The celebrated d’Alembert was the fruit of one of her amours; the father was the Chevalier Destouches. The infant was, in the first instance, deserted by its parents; it was left on the steps of the church of St. John de la Ronde, where it was found in such a state of weakness that, instead of sending it to the Foundling Hospital, the commissary of police humanely gave it to the wife of a poor glazier to be nursed. Such a want of maternal feeling, had it not been in some measure atoned for, would have justified a sarcasm of the Abbé Trublet, who, on some one praising to him the mild disposition of Madame de Tencin, replied, “Oh, yes! if she had an interest in poisoning you, she would choose the mildest poison for the purpose.” The parents are, however, said to have relented in the course of a few days; the father settled on him a pension of 1200 livres.

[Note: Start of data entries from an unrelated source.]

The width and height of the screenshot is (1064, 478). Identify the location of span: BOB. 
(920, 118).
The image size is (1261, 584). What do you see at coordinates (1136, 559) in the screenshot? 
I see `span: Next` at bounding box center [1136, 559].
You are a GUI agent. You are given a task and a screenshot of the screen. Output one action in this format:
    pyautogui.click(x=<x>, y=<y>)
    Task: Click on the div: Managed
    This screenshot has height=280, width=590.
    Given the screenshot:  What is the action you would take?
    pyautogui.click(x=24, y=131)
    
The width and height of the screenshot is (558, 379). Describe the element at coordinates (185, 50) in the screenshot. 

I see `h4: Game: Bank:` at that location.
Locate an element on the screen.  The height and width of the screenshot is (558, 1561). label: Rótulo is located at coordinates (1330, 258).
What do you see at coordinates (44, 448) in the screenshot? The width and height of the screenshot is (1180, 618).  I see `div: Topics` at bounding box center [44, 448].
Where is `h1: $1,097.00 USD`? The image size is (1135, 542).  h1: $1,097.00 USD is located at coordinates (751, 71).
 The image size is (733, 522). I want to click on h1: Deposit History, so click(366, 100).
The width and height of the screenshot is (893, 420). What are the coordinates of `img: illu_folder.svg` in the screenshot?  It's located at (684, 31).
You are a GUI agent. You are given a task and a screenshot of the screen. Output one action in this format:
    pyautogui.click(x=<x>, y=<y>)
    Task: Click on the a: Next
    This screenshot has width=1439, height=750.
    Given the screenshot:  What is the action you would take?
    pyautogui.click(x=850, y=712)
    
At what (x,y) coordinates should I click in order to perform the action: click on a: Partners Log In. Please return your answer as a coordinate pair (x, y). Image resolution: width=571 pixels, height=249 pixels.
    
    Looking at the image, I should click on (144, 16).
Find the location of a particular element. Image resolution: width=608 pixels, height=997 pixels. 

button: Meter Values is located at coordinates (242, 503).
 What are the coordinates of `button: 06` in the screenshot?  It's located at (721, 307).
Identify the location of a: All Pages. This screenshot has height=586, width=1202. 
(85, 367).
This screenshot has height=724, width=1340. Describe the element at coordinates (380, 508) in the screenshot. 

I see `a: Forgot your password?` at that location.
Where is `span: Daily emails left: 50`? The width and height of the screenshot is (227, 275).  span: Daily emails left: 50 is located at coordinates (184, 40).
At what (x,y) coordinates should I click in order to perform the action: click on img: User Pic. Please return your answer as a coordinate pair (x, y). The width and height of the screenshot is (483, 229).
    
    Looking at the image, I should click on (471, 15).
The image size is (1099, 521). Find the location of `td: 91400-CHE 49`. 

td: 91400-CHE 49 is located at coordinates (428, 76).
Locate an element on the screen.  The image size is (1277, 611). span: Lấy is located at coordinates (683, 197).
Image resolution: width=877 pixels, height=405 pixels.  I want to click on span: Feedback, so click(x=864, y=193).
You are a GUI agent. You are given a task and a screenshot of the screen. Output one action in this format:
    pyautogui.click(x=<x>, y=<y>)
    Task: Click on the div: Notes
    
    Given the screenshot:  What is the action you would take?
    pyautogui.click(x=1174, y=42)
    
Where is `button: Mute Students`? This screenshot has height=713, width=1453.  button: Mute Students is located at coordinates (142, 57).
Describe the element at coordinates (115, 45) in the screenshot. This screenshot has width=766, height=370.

It was the fatal result of another of her amours that gave her a place in the Bastile. In 1726, La Fresnaye, one of the members of the Great Council, shot himself through the head at her house. A paper in his handwriting was found, in which he declared that, if ever he died a violent death, she would be the cause of it. From this paper, which certainly bears on the face of it a very different meaning, it was hastily and harshly concluded, that she had a hand in his murder. She was consequently committed to the Concièrgerie, whence she was removed to the Bastile; but she was not long a prisoner.
In her later years, the conduct of Madame de Tencin underwent a complete reformation; the catastrophe of La Fresnaye perhaps contributed to the change. She kept up a correspondence with Cardinal Lambertini, which was not discontinued when he became Pope Benedict XIV., and her house was the resort of all the wit and talent of Paris, with Fontenelle and Montesquieu at their head. Her assemblage of literary men she used jocosely to call her menagerie, and her animals, and it was her custom, on New-year’s-day, to present each individual with two ells of velvet, for a pair of breeches. It is not easy to suppress a smile at the ludicrous idea of such a present. Madame de Tencin died in 1749. Her three romances, the Count de Comminge, the Siege of Calais, and the Misfortunes of Love, still deservedly maintain a high rank among works of that class. It has been said, that she was assisted in writing them by two of her nephews; but the truth of this is at least doubtful.